10/24/2008 (7:46 am)
Foreclosures up 21 percent from year ago
Foreclosure activity in September rose 21 percent from a year earlier but fell by double-digits from the prior month as some state laws slowed the foreclosure process, according to a monthly report by research firm RealtyTrac.
Foreclosure filings — default notices, auction sale notices and bank repossessions — fell by 12 percent from August to 265,968 in September, according to RealtyTrac, which records property in various stages of foreclosure.
That means one in every 475 U.S. households received a foreclosure filing in September, the firm said in its report released on Thursday.
“Much of the 12 percent decrease in September can be attributed to changes in state laws that have at least temporarily slowed down the pace at which lenders are moving forward with foreclosures,” James Saccacio, RealtyTrac chief executive, said in a statement.
Most significantly, a California law that requires lenders to make contact with borrowers at least 30 days before filing a Notice of Default (NOD) took effect in early September http://payday-loans-application.com. The state saw a drop 51 percent from the previous month, according to RealtyTrac. That helped drive the national rate down, given that California accounts for close to a third of monthly U.S. foreclosures.
A new law in North Carolina resulted in a 66 percent drop in notices of defaults in September in that state.
However the reprieve may be short-lived. After a Massachusetts law requiring lenders to give homeowners 90-days to become current before initiating foreclosure proceedings took effect in May, the foreclosure rate dropped. But three months later initial foreclosure filings jumped and were back near levels seen a year earlier, RealtyTrac said.
The markets that once lead the housing boom topped the foreclosure list in September.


» **EXERCISE**
The records that follow need to be printed exactly. Leave out each image.

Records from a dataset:
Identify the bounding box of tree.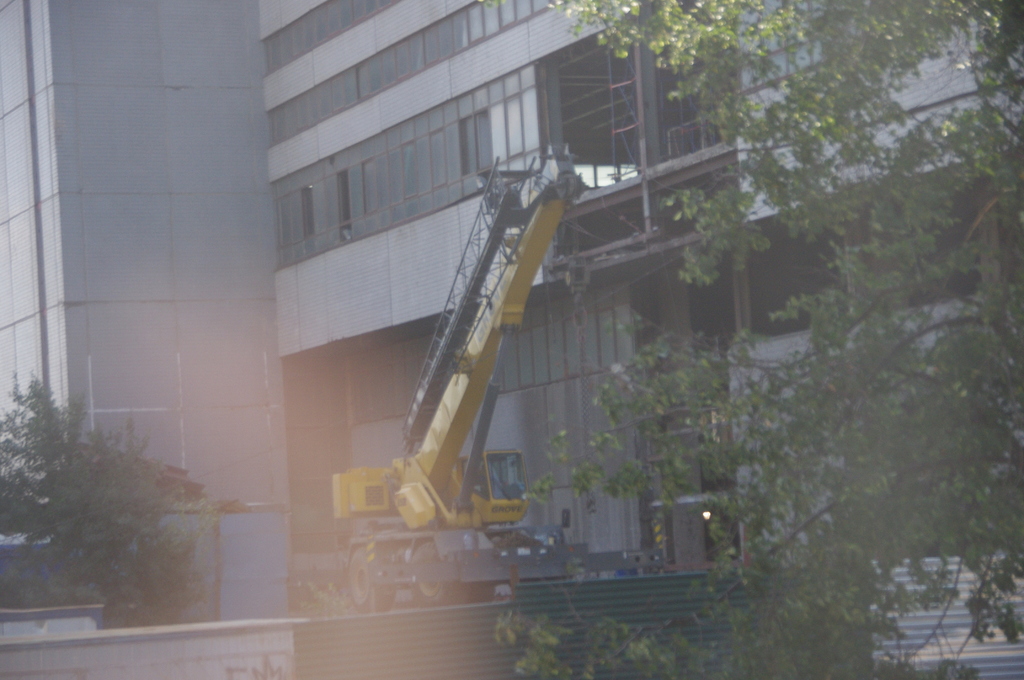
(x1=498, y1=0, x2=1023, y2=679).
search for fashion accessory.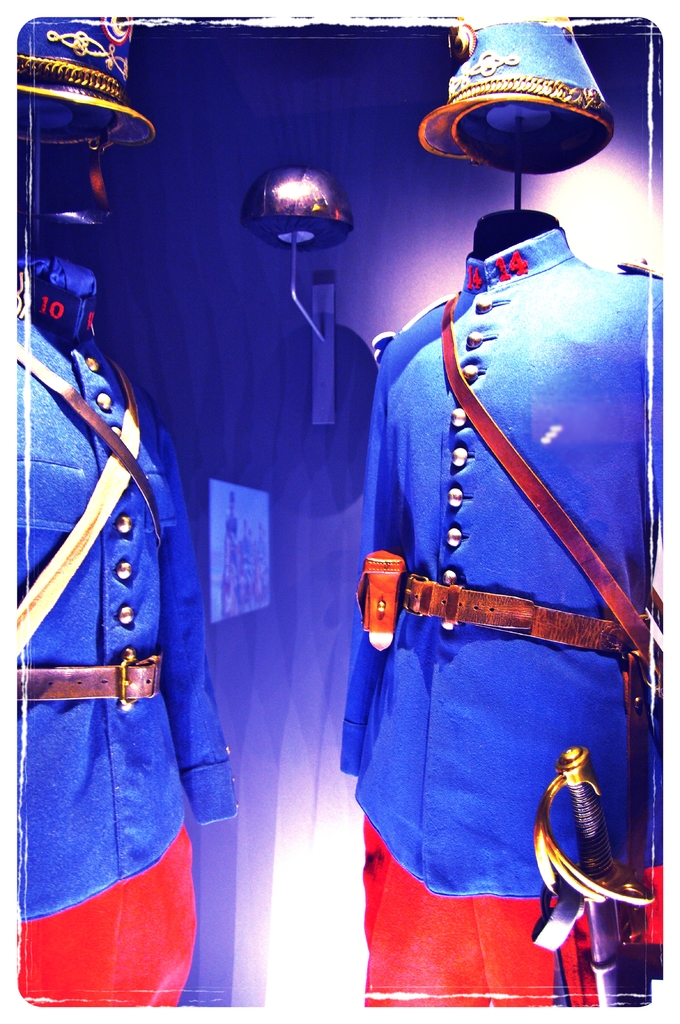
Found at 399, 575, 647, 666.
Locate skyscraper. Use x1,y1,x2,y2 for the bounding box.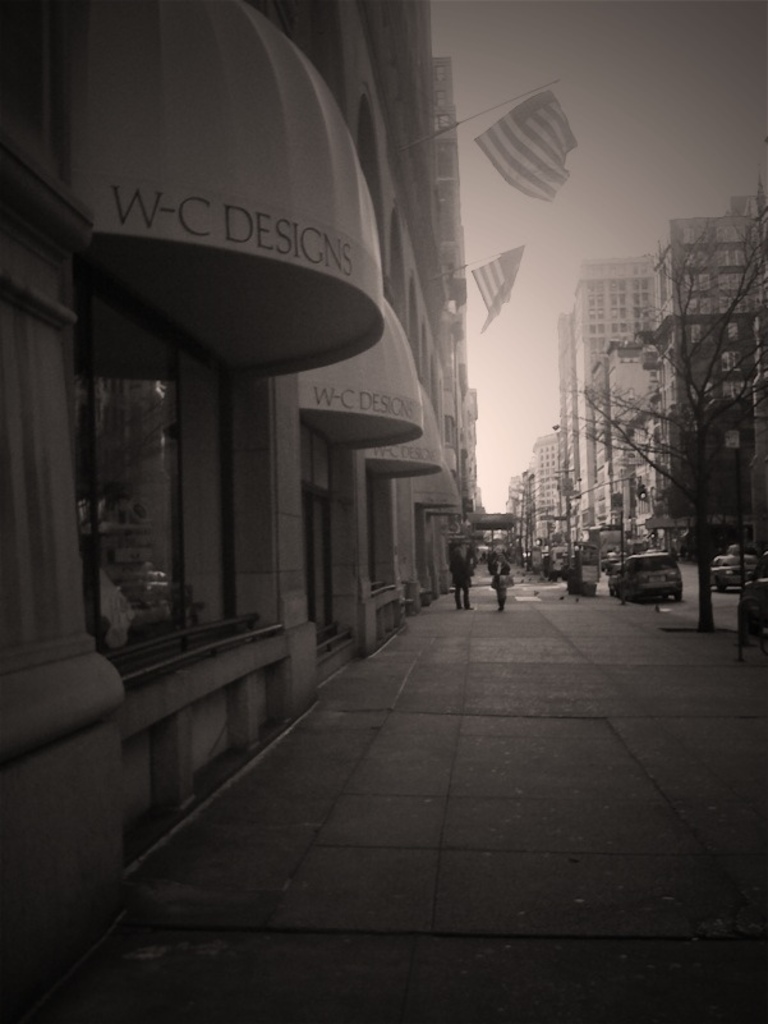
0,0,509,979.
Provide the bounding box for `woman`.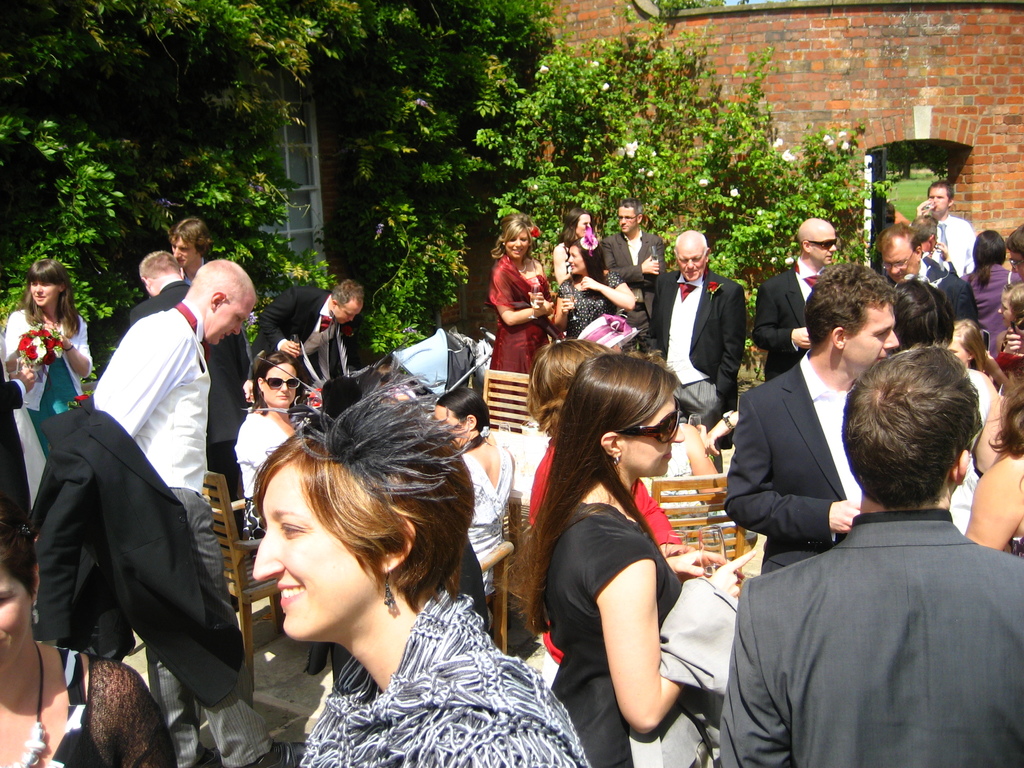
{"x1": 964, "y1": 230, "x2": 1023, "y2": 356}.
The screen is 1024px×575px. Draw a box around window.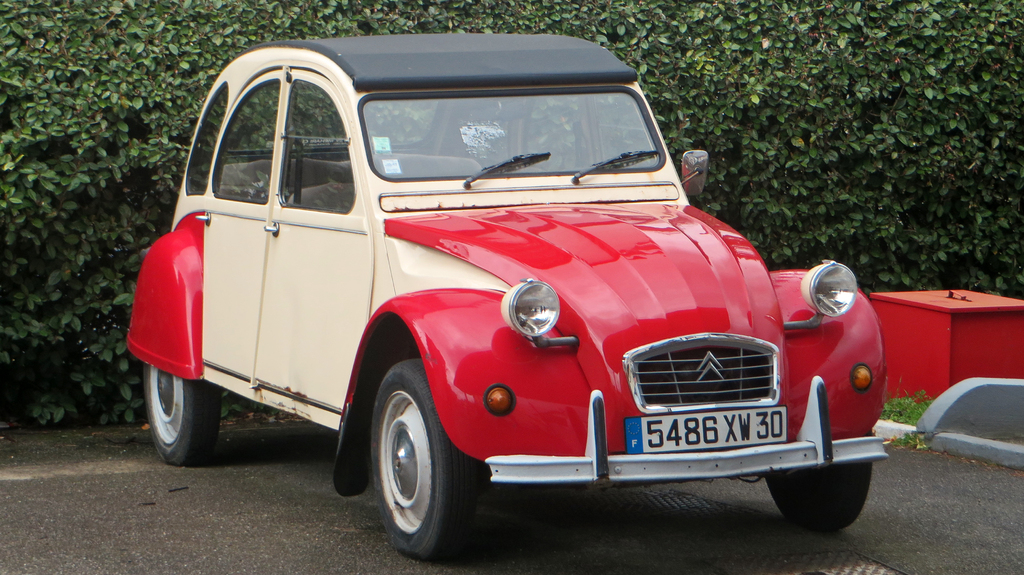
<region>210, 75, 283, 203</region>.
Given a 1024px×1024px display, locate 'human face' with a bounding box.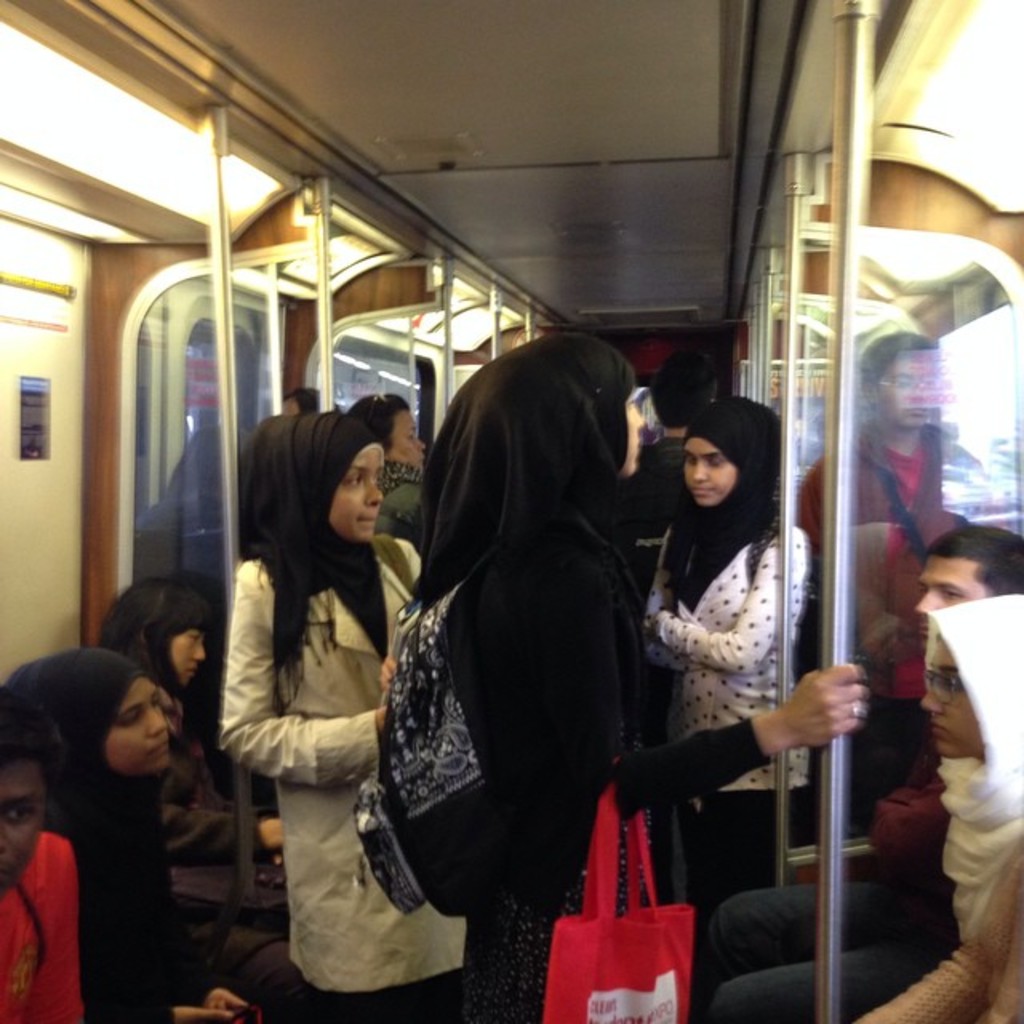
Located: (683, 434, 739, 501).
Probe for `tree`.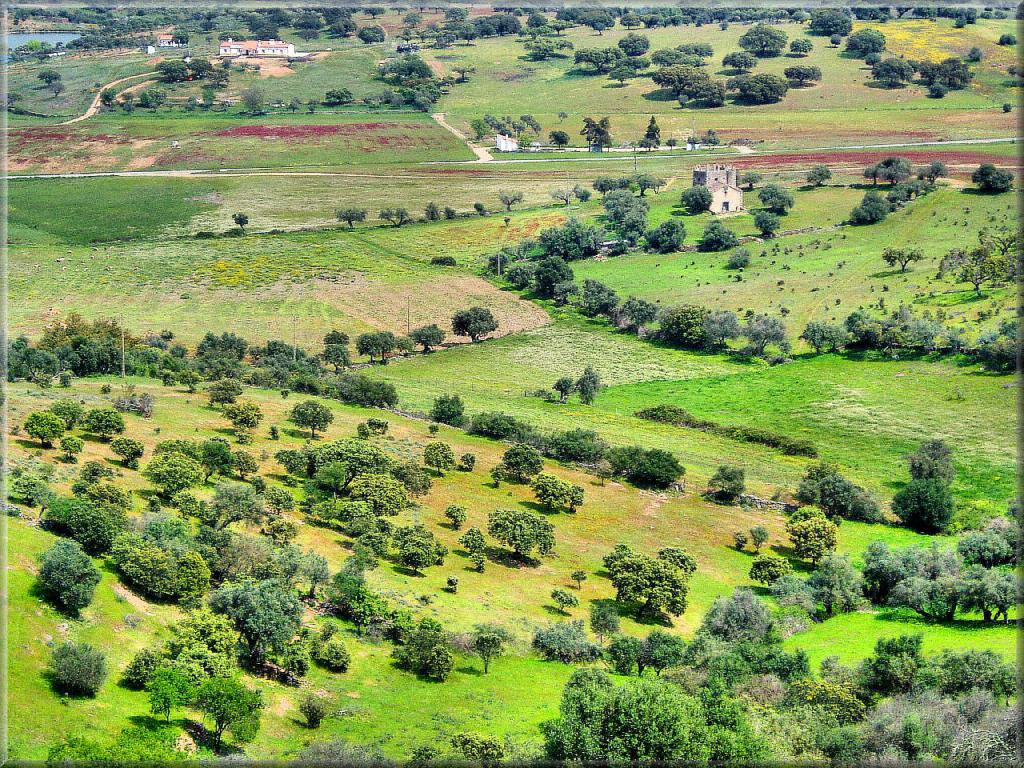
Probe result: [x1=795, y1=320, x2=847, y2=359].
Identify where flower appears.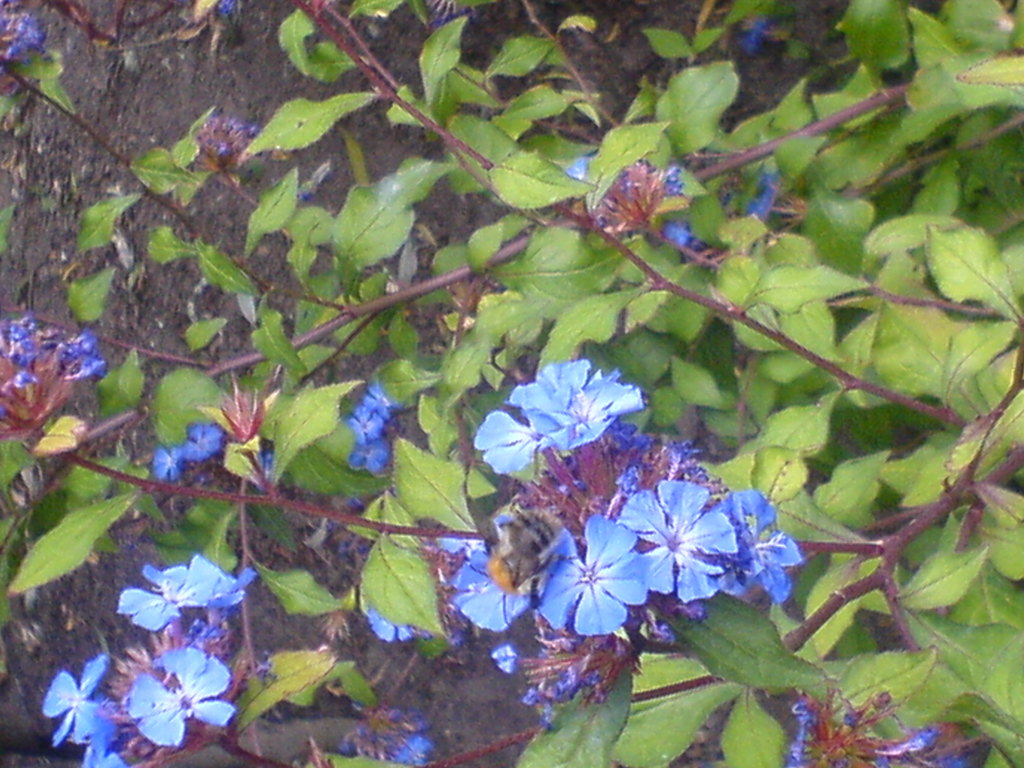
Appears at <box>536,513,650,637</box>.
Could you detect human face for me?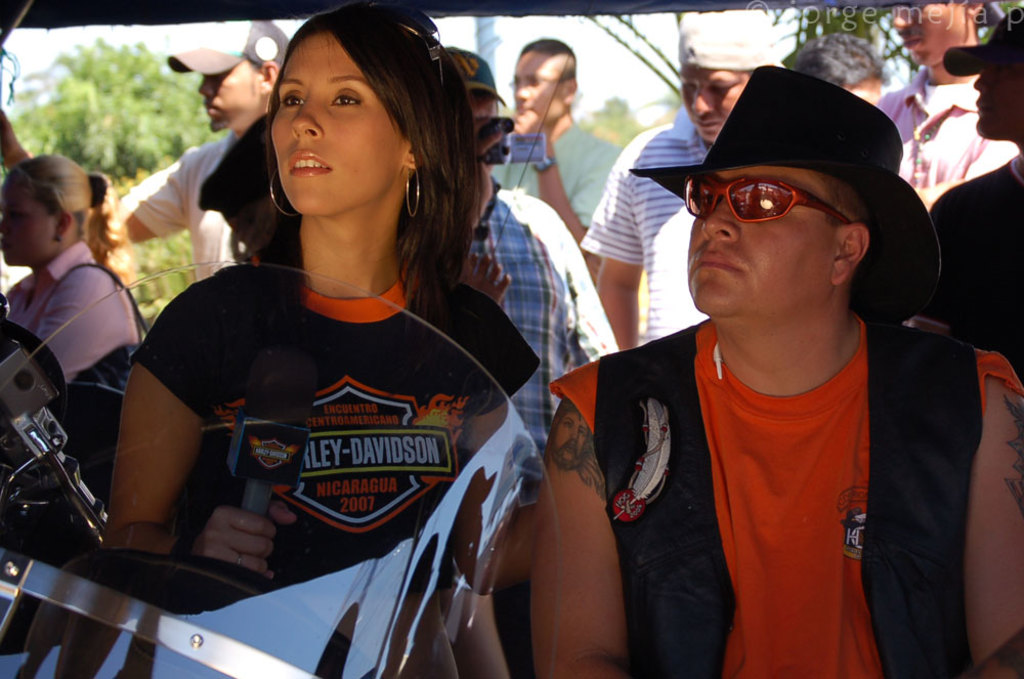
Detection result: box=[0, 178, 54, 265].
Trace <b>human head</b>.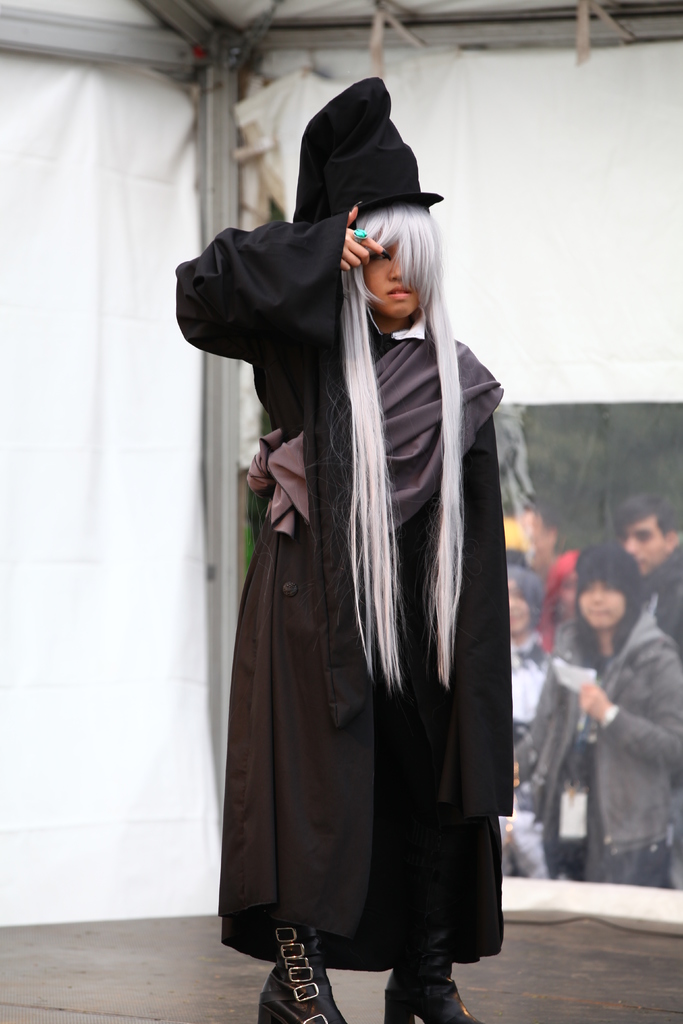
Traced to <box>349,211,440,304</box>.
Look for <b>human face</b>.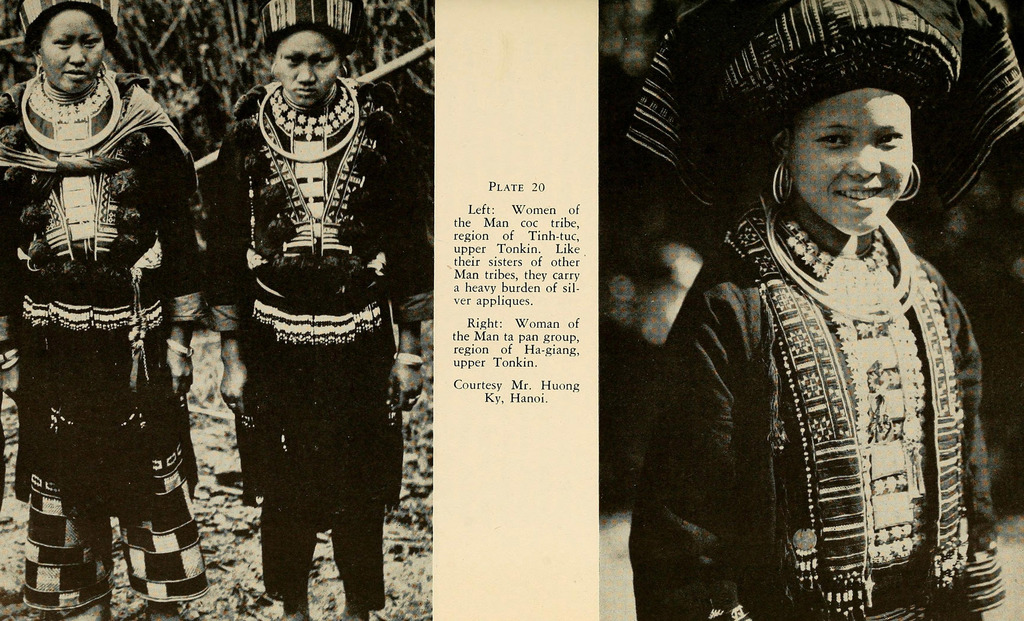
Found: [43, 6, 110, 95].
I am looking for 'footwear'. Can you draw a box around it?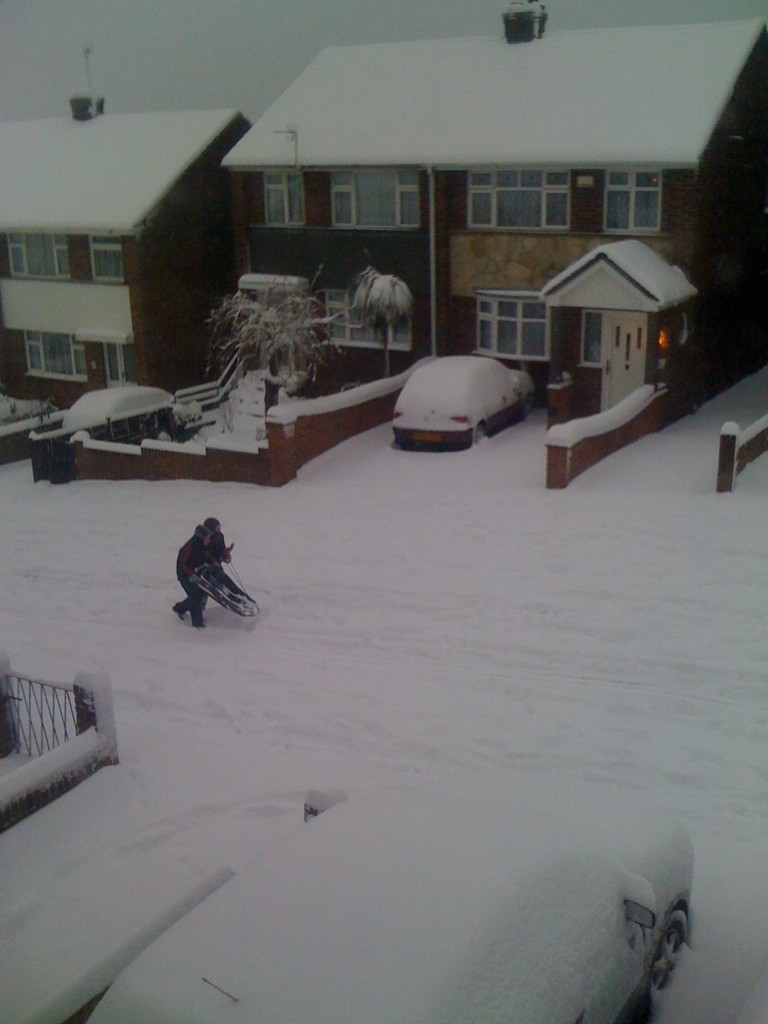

» **RESPONSE AREA**
Identify the bounding box of tree.
(x1=498, y1=0, x2=1023, y2=679).
search for fashion accessory.
Found at 399, 575, 647, 666.
Locate skyscraper. Use x1,y1,x2,y2 for the bounding box.
0,0,509,979.
Provide the bounding box for `woman`.
{"x1": 964, "y1": 230, "x2": 1023, "y2": 356}.
The screen is 1024px×575px. Draw a box around window.
<region>210, 75, 283, 203</region>.
Given a 1024px×1024px display, locate 'human face' with a bounding box.
Located: (683, 434, 739, 501).
Probe for `tree`.
Probe result: [x1=795, y1=320, x2=847, y2=359].
Identify where flower appears.
Appears at <box>536,513,650,637</box>.
Could you detect human face for me?
Detection result: box=[0, 178, 54, 265].
Trace <b>human head</b>.
Traced to <box>349,211,440,304</box>.
Look for <b>human face</b>.
Found: [43, 6, 110, 95].
I am looking for 'footwear'. Can you draw a box around it?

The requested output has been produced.